3
$\begingroup$

Be $(\Omega, \mathcal{A}, P)$ and $E$ a probability space and a Banach space respectively.

This paper of G.A. Edgar contains a proof that, for a function $X: \Omega \rightarrow E$, being weakly measurable is equivalent to being a $\big(\mathcal{A}, {\mathcal{Ba}}(E,\sigma(E, E^{\,\vee}))\big)$-measurable function. ${\mathcal{Ba}}(E,\sigma(E, E^{\,\vee}))$ is the Baire $\sigma$-algebra w.r.t. the weak topology on $E$.

If $X:\Omega\to E$ is a strongly/Bochner measurable function this is equivalent to being weakly measurable and separably valued or equivalent to being $(\mathcal{A}, \mathcal{B}(E))$-measurable and separably valued.

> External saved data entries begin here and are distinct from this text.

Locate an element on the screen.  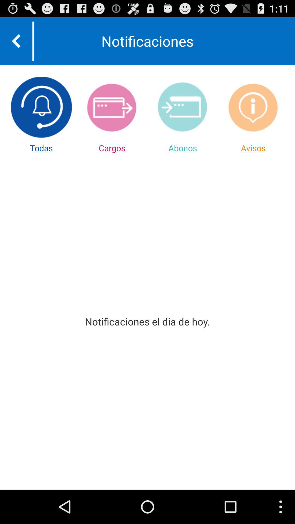
go to previous menu is located at coordinates (16, 41).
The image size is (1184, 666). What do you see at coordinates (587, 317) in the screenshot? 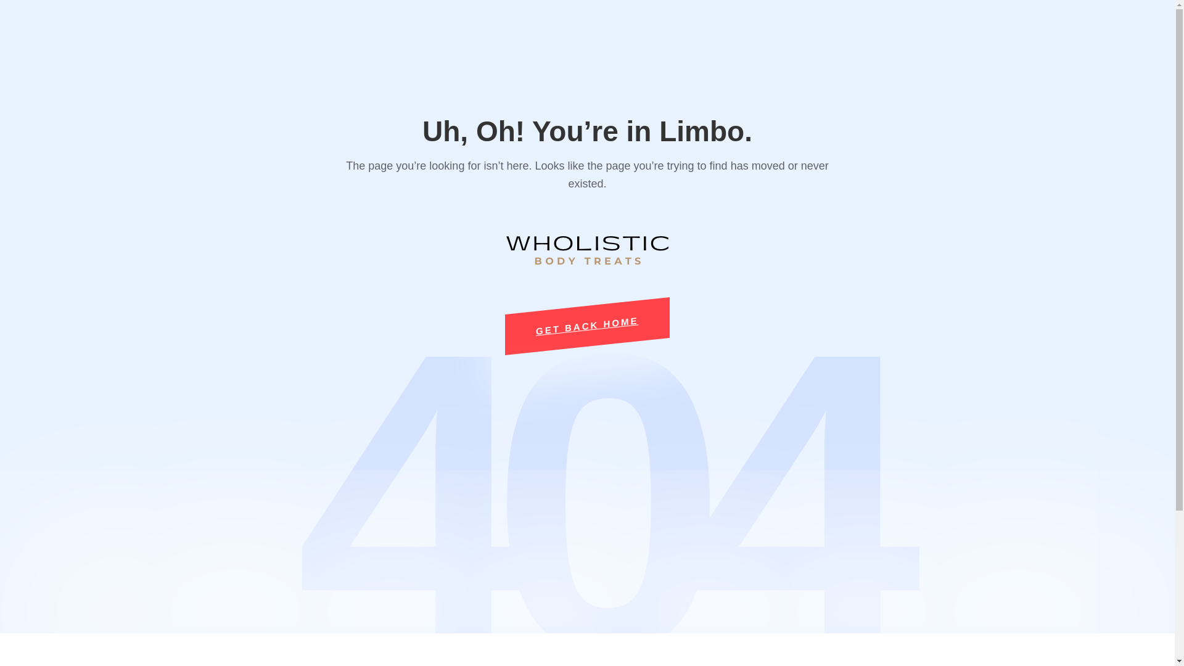
I see `GET BACK HOME` at bounding box center [587, 317].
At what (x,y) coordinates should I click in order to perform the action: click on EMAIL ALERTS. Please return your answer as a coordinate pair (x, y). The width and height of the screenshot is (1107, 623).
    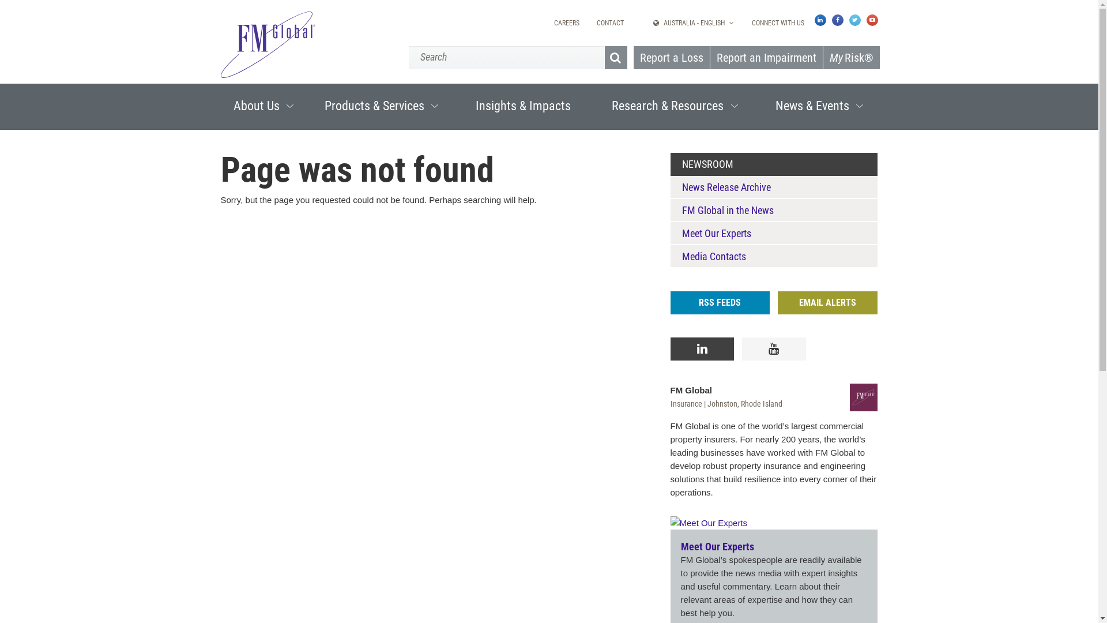
    Looking at the image, I should click on (828, 303).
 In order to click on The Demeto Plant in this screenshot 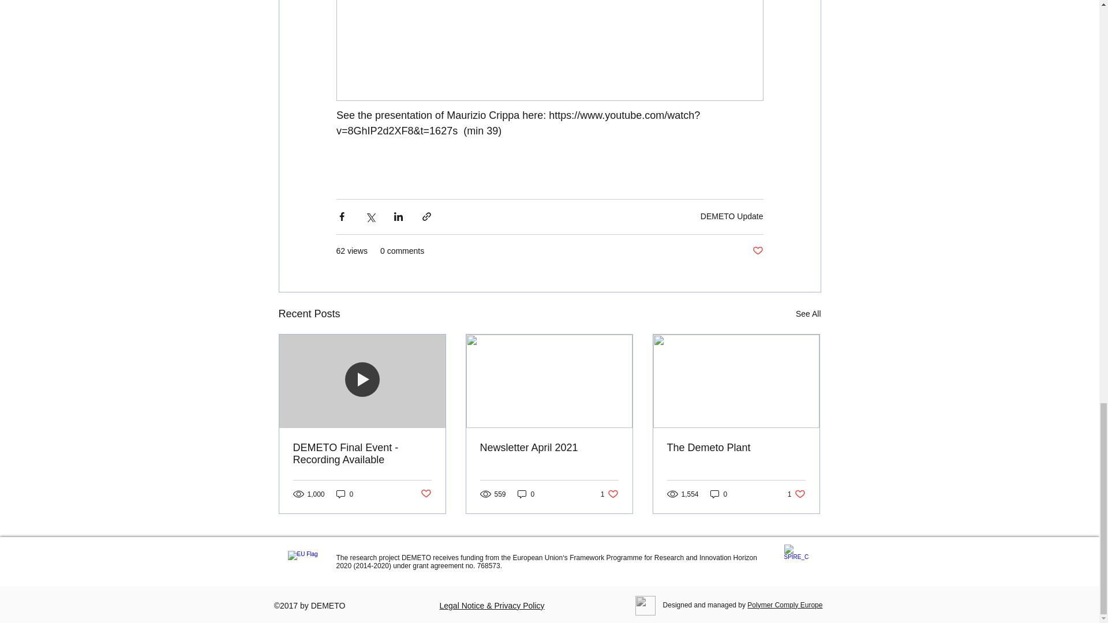, I will do `click(736, 448)`.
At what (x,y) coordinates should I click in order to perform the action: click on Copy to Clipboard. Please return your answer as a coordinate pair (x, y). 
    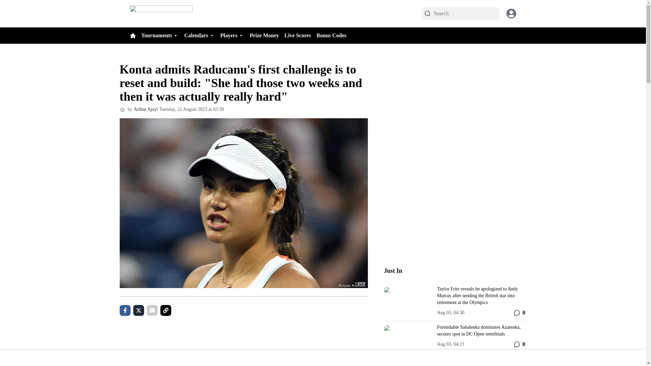
    Looking at the image, I should click on (166, 311).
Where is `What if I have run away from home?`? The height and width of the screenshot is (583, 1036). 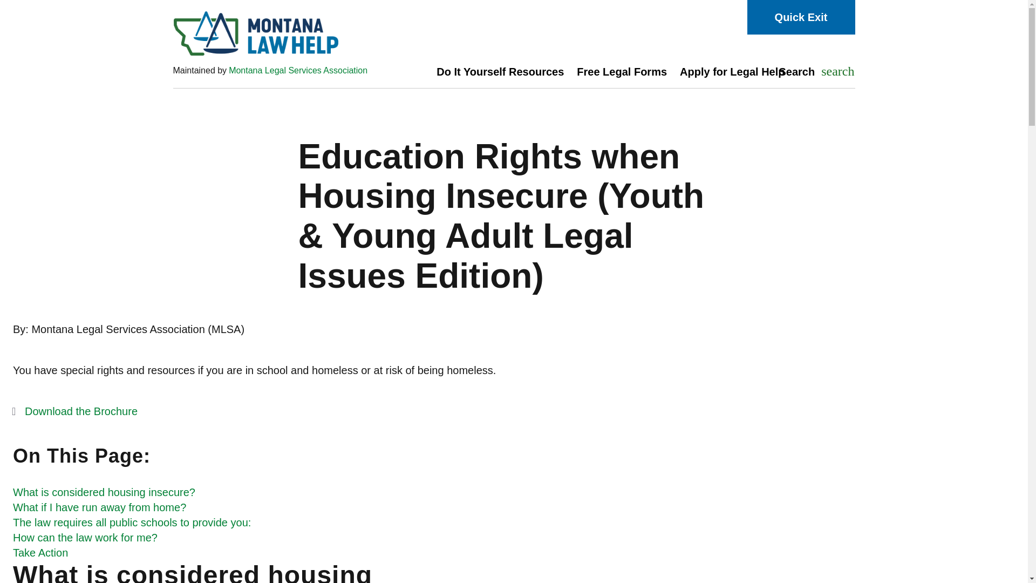
What if I have run away from home? is located at coordinates (99, 507).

Question: If $X: \Omega \rightarrow E$ is a strongly/Bochner measurable function, does there exist a characterization of it solely as a random element i.e. an $(\mathcal{A}, \mathcal{E})$-measurable function for some $\sigma$-algebra $\mathcal{E}$ ? (Looks like the property 'separably valued' needs to be encoded into such a $\sigma$-algebra)

$\endgroup$
3
  • $\begingroup$ @user95282 Yep. Clarified the text. $\endgroup$
    – M1011
    Commented Feb 7, 2022 at 18:46
  • $\begingroup$ Not a formal proof, but a heuristics why it is very unlikely that such a characterization exists: Measurability is an assumption about preimages, while the separability assumption you require is on the image. $\endgroup$ Commented Feb 7, 2022 at 19:30
  • $\begingroup$ Further to Martin Väth's comment: If $\mathcal{A}$ contains all subsets of $\Omega$ then all functions to $E$ are $(\mathcal{A},\mathcal{E})$ measurable, no matter what $\mathcal{E}$ is. $\endgroup$
    – user95282
    Commented Feb 8, 2022 at 12:09

0

You must log in to answer this question.